Friday, November 13, 2015

Workaholic or Perfect Job? How Can You Tell?

I promised to write a blog post every day for National Blog Post Month, but I was stumped for something to write about today. Luckily, BlogHer is kind enough to provide writing prompts for just such a block.

NaBloPoMo November 2015

Interestingly, today's prompt is this: 
Describe your ideal day off. What would you do with your time?
I feel like the universe might be conspiring against me (or, perhaps more accurately, conspiring for me). I wrote yesterday about how a meditation attempt sent me into a panic when the guiding voice told me to imagine that I had nowhere to be.

To then turn unknowingly to today's prompt and be faced with this question feels like a very personal challenge.

Honestly, I haven't had a whole lot of days "off" in my life. School alone has provided me a very steady stream of responsibilities. I went straight from high school to college, college to my master's, and my master's to my doctorate. Though I officially defended my dissertation a few weeks ago, I've still been consumed with the technical tasks of submitting it to the school's database and getting the format approved. I have been solidly in student mode for 25 years.

Of course, students get days off. They get spring breaks and winter breaks and summer breaks. They get weekends and holidays and random school closings.

But since turning 15, I have very rarely been just a student. I worked two and sometimes three jobs throughout high school and undergrad, and for most of graduate school I was employed full-time in career-related positions.

A true day "off," a day in which I have nothing to do for either school or work, has been a very rare day indeed. But since becoming a parent, I've had to carve them out more often. The weekends, in particular, are sometimes work/school-free, even if not by my choice.

But here's the thing, those can feel less like days off than work does. The weekends are consumed by all the tiny tasks that have accumulated over the week: grocery shopping, house cleaning, car washing, dog bathing, junk sorting, bill paying, calendar syncing.

When I really do take a day off from all responsibilities, I usually feel terrible about it. I don't feel terrible that I shirked duties. I think I have a fairly healthy sense of work-life balance and make a lot of time for enjoyable activities with my family, friends, and self. I feel terrible because a weekend not spent doing all of those annoying tasks that pile up means the pile grows higher, the work grows heavier, and the sense of being able to relax gets further away.

I realized yesterday that my post about meditating probably made me sound like a workaholic.

It's true that I work a lot. If I can't sleep in the middle of the night, I'll get up and work on one of the many projects I have going at any given time. But I don't do it out of a sense of obligation. I do it because I genuinely (probably even annoyingly) love the work I do.

This has not always been the case. I've worked retail and fast food, and I certainly wasn't getting up in the middle of the night to figure out the best method for arranging the canned good as Walmart or how to make a faster DQ blizzard. I find myself drawn to my work because it is a vocation. The lines between work and just living blur not because someone is placing unrealistic expectations on my time but because I was doing this work even before I had a job that paid me to do it.


I feel incredibly lucky to do something I love for a living. And the thought of having nowhere to be is essentially the thought of having that taken away from me.

Of course, the meditation guide didn't mean that. And, as I revealed yesterday, he didn't even say most of the things I remembered hearing. That was my subconscious. But I've been thinking all day about why the thought of time off sent me into a spiral of panic so deep it caused auditory hallucinations.

I think the answer is simply this: I really love what I do. Not just at work, but at home, too. I am genuinely happy, and that happiness is the result of a particular architecture that I worked to build, one with a fragility of which I am highly aware. If I have nowhere to be, something has gone wrong.

So what would my ideal day off look like? It would come after a series of days "off" that I spent doing all the annoying things I don't like to do. My house would be clean, my refrigerator would be stocked, and my laundry would be folded and put away. And then I would spend the day on the beach, playing with my family and reading books that I don't have to write about.

And then I would go right back to the life I lead every day. I would go right back to the hustle and busyness and stress. I would go right back to the papers to grade, the research, the trips to gymnastics, and the reading of bedtime stories.

But if someone else wants to keep the refrigerator stocked and the dishes done, I won't object. Can someone make me a guided meditation about that?


Close your eyes. Imagine the sink. It is bare and shiny. The refrigerator is full of fresh vegetables, chopped and labeled for a range of dinners. Breathe in and smell nothing, not a litter box needing cleaning or a trash can needing emptying. Breathe out and stretch your hands behind your head without hitting piles of clothes to be put away and a forgotten homework assignment about the letter K. Just breathe.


Below are some entries. Repeat exactly the lines from the one with "Locate an element on the screen. The" through the one with "What do you see at coordinates (445, 129)", and only those.

*Stored data:*
+-------+
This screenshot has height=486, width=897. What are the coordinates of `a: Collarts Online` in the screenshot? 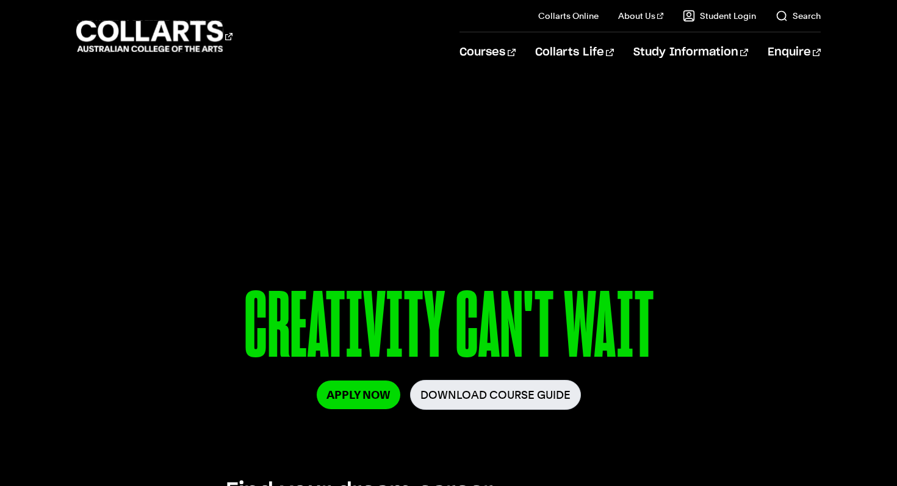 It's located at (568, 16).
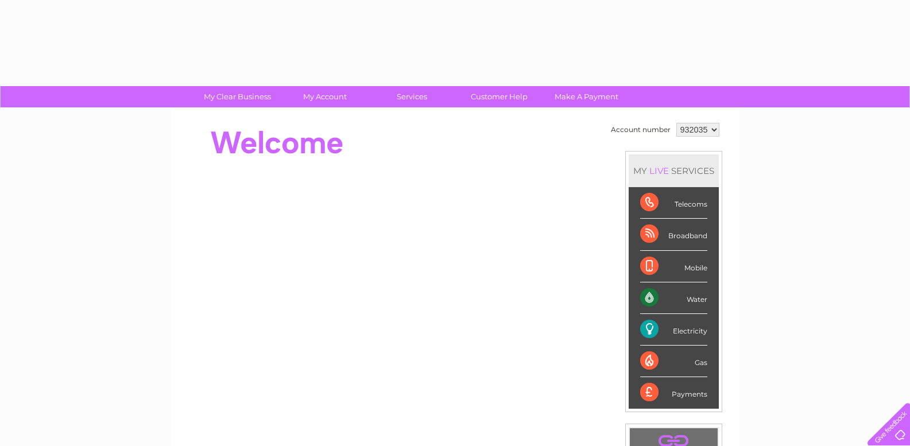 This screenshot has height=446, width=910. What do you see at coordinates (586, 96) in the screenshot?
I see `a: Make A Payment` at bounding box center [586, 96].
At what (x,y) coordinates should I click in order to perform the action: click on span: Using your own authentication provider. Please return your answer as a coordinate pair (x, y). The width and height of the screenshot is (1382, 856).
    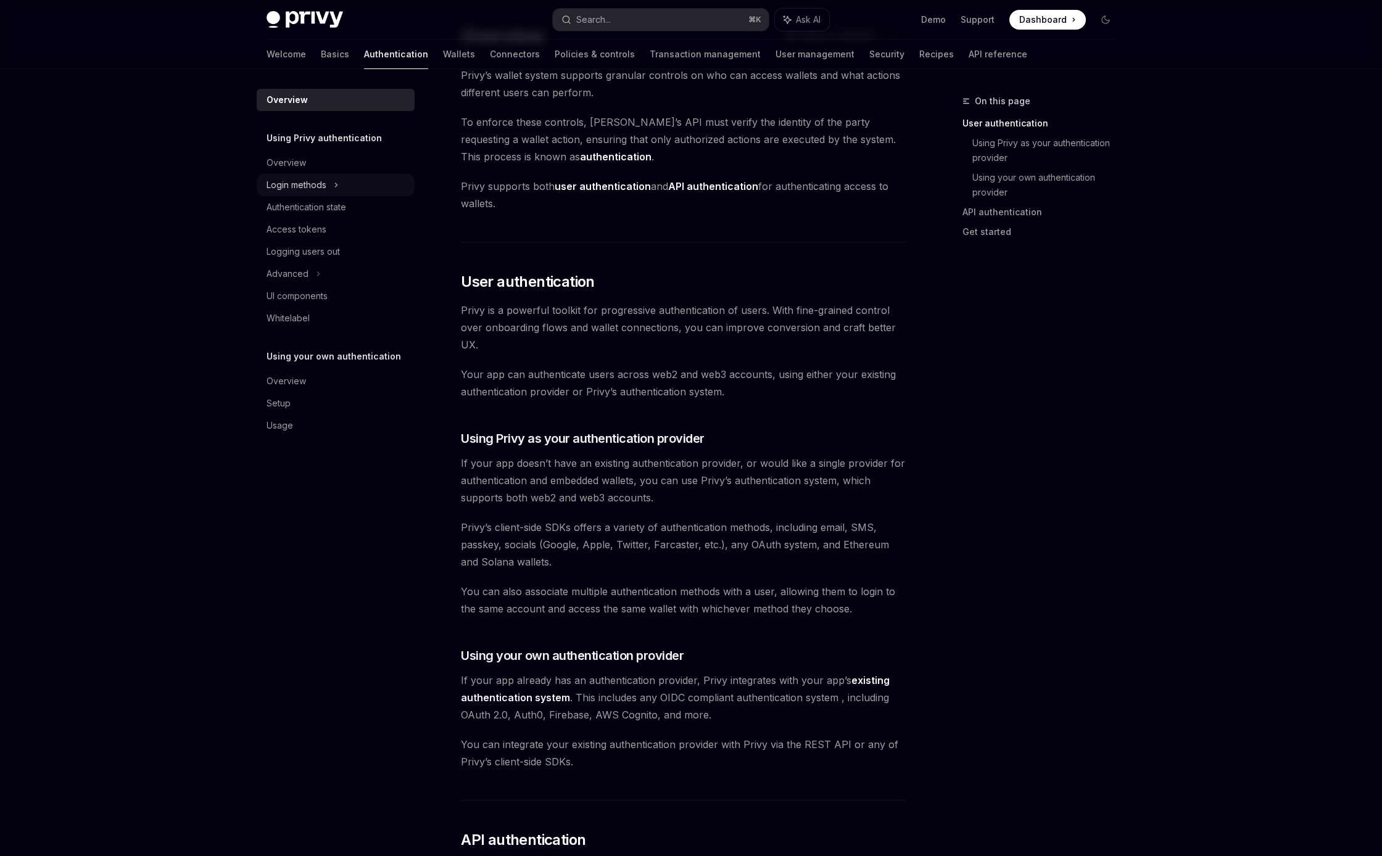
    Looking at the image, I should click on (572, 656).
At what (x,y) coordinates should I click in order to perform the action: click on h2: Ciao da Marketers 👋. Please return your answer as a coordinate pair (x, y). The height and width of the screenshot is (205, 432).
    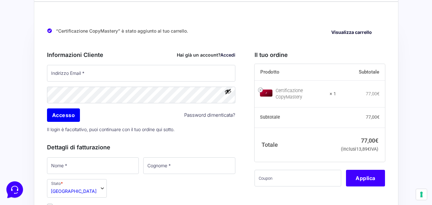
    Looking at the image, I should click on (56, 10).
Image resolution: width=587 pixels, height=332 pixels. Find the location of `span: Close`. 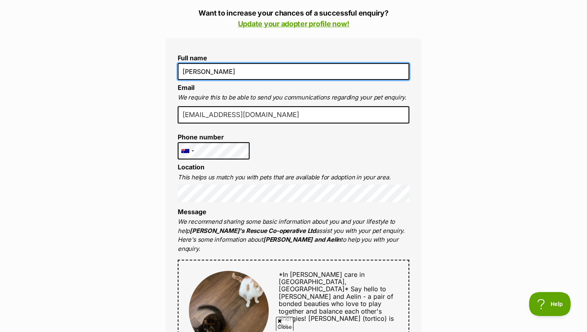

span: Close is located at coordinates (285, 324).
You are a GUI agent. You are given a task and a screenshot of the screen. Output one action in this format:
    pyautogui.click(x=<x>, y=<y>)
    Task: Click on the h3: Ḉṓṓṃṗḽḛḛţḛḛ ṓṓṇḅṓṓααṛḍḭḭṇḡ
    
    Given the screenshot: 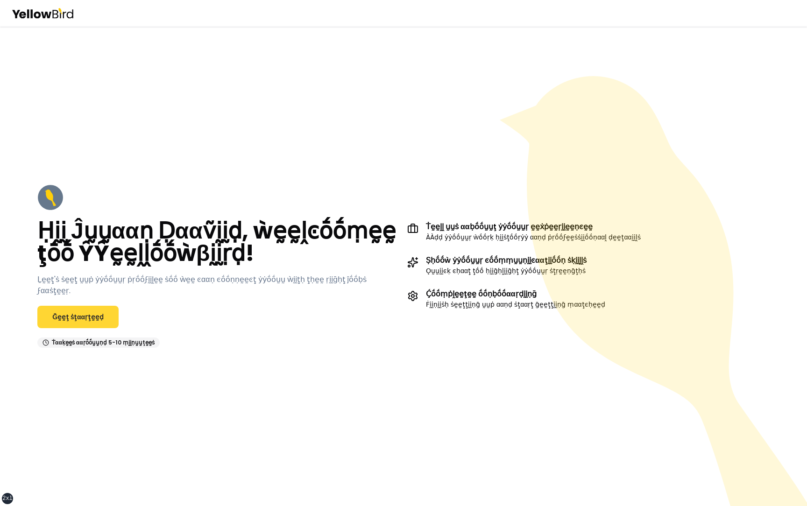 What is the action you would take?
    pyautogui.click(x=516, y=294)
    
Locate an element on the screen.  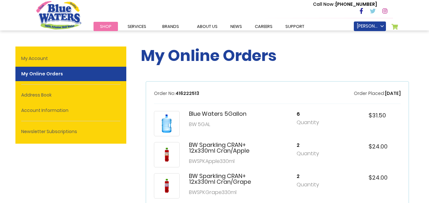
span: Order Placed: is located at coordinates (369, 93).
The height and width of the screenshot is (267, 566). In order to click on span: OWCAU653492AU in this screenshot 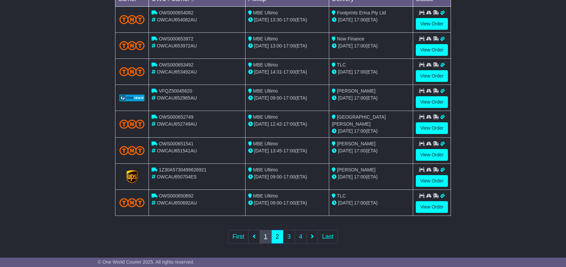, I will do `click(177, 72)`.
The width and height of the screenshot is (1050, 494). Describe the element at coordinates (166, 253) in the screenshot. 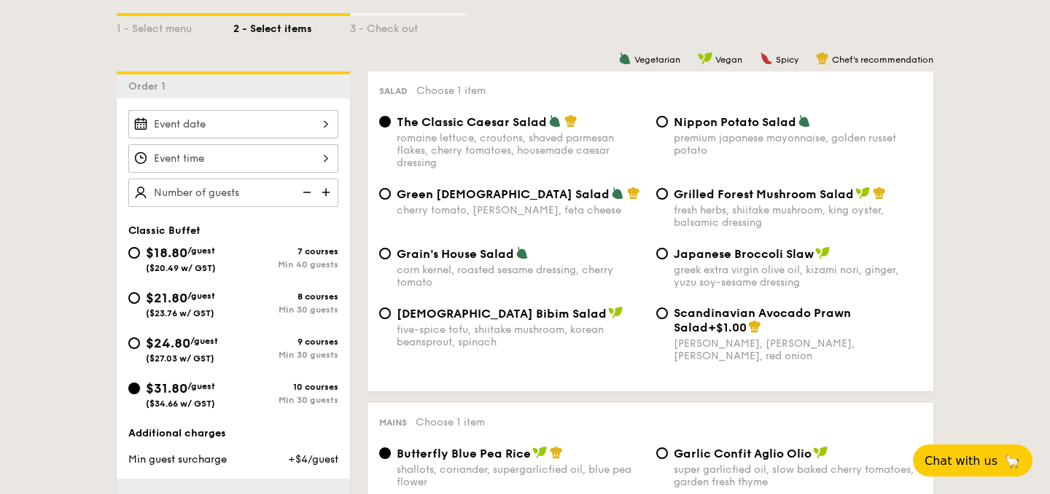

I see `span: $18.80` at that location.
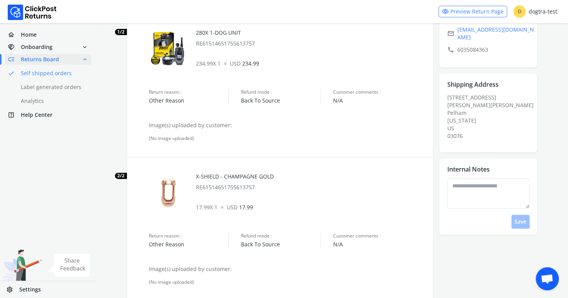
+-------+
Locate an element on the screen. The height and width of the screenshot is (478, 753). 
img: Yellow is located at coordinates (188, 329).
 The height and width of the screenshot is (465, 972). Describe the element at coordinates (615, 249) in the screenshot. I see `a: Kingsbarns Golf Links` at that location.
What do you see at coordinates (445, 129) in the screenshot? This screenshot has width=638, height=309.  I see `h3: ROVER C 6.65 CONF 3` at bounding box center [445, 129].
+-------+
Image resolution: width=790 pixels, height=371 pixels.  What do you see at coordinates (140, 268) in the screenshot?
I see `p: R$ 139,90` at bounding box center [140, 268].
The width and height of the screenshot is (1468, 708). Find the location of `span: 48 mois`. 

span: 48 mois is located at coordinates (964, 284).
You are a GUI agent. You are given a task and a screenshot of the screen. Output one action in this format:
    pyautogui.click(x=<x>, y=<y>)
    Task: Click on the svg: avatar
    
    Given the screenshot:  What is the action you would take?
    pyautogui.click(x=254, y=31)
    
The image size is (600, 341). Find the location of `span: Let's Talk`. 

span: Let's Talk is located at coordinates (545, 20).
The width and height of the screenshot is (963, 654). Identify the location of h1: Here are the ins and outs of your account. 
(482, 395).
+-------+
*Task solution:*
Locate an element on the screen. The height and width of the screenshot is (478, 753). 
img: Yellow is located at coordinates (188, 329).
 The height and width of the screenshot is (465, 972). Describe the element at coordinates (615, 249) in the screenshot. I see `a: Kingsbarns Golf Links` at that location.
What do you see at coordinates (445, 129) in the screenshot? This screenshot has width=638, height=309.  I see `h3: ROVER C 6.65 CONF 3` at bounding box center [445, 129].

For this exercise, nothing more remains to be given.